‘How’s Your News?’ opens window on an unfamiliar world
February 20th, 2009
Writing in the Huffington Post, James Moore introduces family friend Jeremy Vest, left, one of the hosts on MTV’s new show “How’s Your News?” All the show’s hosts have disabilities of one kind or another. Jeremy’s is Williams syndrome.
An excerpt:
Most of us do not have a handicapped person in our lives and, when we can, we likely avoid the complication. We suspect there is nothing we can understand and little we might do to help or make a difference. But not to worry. The How’s Your News? crew has sufficiently proved that they do not need us and they are doing just fine. More importantly, they have given us a window on their world to show us they laugh and hurt and cry and love and communicate and misunderstand with about the same degree of proficiency as those of us without what is described as a handicap.
… We never worried about Jeremy because there was a tenderness and an honesty in who he was as a person and he had no ability to understand the difficult odds. He just went after the thing that he loved and he got it: music, and people, and travel, and, yeah, the girls are coming around, too. The program he is now helping to produce and narrate is quickly becoming a cultural icon that says people who are different from normal can have meaningful and useful lives. How’s Your News? is hopeful and redeeming, not just for the parents of people with handicaps, but for all of us who did not understand or hear their secret song.
Earlier posts here, here, here and here.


Task brief: Copy out each line of the data that includes the string "diagram".

(Figure collection entries)
━━━━━━━━━━━━━━━━
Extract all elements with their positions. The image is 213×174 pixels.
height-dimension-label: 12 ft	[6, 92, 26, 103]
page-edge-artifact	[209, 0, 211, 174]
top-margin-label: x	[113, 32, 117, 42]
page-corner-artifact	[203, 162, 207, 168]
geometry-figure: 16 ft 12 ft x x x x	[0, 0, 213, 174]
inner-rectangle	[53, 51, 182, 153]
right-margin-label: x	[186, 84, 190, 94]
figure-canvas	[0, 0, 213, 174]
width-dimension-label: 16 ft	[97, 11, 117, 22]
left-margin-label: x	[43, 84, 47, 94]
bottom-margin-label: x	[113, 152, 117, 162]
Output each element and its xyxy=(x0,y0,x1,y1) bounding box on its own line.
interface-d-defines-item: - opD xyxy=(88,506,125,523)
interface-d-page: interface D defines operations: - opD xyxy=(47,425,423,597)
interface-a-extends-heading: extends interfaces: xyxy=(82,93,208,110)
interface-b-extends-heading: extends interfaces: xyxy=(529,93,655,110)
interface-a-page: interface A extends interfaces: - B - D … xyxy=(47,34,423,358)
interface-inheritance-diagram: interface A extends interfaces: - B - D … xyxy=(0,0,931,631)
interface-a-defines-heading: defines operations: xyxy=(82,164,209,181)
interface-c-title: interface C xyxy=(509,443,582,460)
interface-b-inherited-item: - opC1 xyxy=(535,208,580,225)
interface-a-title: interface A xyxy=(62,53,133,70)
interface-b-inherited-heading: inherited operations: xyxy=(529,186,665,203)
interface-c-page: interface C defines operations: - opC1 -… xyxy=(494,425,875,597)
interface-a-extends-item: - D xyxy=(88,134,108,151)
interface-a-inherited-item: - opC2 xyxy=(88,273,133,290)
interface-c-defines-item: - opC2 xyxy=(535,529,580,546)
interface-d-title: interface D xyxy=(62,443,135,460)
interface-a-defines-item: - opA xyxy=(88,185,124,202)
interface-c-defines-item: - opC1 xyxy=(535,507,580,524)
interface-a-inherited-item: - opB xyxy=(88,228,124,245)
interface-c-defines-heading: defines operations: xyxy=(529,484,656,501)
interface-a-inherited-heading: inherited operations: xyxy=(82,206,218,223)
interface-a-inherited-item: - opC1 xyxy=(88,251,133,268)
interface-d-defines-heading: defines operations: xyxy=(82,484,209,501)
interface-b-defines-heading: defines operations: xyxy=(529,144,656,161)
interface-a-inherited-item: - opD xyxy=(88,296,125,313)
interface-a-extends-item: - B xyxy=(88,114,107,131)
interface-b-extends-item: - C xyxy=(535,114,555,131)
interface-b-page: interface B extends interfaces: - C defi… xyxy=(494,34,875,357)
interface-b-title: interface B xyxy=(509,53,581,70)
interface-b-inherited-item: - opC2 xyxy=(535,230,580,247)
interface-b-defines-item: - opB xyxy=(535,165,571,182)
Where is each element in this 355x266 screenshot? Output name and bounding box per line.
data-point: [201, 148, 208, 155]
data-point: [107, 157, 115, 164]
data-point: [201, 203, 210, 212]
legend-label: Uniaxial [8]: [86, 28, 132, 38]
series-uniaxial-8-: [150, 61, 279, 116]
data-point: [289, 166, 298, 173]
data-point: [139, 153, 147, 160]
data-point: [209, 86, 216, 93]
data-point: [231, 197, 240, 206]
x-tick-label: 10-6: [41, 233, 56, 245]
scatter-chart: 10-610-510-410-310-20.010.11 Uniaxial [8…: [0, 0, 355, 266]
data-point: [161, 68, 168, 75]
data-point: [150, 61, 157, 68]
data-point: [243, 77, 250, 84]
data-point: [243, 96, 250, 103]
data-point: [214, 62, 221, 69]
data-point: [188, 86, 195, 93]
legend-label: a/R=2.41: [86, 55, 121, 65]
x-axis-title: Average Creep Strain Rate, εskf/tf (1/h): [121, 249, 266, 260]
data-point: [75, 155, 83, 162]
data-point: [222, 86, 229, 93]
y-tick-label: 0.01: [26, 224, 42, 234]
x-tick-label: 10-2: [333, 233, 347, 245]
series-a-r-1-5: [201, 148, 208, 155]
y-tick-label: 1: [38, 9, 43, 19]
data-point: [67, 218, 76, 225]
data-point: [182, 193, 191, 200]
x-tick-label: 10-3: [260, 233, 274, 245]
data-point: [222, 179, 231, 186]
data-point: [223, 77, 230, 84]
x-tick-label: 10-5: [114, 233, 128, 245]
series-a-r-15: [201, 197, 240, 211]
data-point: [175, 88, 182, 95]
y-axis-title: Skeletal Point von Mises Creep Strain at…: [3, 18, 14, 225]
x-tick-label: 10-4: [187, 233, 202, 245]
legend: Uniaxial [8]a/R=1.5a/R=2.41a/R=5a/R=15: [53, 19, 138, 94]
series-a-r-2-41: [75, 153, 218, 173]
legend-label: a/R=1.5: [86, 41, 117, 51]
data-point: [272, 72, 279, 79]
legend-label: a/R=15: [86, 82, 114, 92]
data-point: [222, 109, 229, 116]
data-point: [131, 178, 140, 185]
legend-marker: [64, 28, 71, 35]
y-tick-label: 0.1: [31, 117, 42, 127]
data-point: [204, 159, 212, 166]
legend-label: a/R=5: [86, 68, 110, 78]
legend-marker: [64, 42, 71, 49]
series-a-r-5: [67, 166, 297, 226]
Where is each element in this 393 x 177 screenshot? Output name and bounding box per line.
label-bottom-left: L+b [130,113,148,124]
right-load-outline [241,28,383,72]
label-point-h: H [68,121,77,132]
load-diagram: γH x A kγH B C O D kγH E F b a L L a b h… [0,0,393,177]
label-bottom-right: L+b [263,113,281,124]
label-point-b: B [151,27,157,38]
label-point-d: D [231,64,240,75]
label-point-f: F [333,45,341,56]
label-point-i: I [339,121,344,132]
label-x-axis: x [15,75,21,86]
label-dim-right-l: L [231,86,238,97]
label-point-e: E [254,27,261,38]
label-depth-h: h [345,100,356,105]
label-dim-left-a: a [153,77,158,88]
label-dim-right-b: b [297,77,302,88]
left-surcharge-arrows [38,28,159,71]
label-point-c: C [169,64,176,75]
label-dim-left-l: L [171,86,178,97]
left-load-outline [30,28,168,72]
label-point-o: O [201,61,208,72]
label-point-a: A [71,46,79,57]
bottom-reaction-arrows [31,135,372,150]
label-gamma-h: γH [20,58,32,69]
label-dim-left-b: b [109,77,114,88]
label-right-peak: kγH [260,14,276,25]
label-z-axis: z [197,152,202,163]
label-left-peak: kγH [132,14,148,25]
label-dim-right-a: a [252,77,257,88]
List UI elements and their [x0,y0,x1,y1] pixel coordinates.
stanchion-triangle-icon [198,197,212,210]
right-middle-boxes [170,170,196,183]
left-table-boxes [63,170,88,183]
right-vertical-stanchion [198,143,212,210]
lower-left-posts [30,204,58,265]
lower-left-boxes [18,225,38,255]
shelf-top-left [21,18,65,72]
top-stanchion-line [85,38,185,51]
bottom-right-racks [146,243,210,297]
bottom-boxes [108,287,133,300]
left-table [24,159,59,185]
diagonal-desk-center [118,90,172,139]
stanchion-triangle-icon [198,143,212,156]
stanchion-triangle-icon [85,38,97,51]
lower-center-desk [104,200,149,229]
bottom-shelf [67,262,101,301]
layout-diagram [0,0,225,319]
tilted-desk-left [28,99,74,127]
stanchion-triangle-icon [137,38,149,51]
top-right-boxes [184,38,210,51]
━━━━━━━━━━━━━━━━
Answer to this exercise:
interface-inheritance-diagram: interface A extends interfaces: - B - D … xyxy=(0,0,931,631)
load-diagram: γH x A kγH B C O D kγH E F b a L L a b h… [0,0,393,177]
layout-diagram [0,0,225,319]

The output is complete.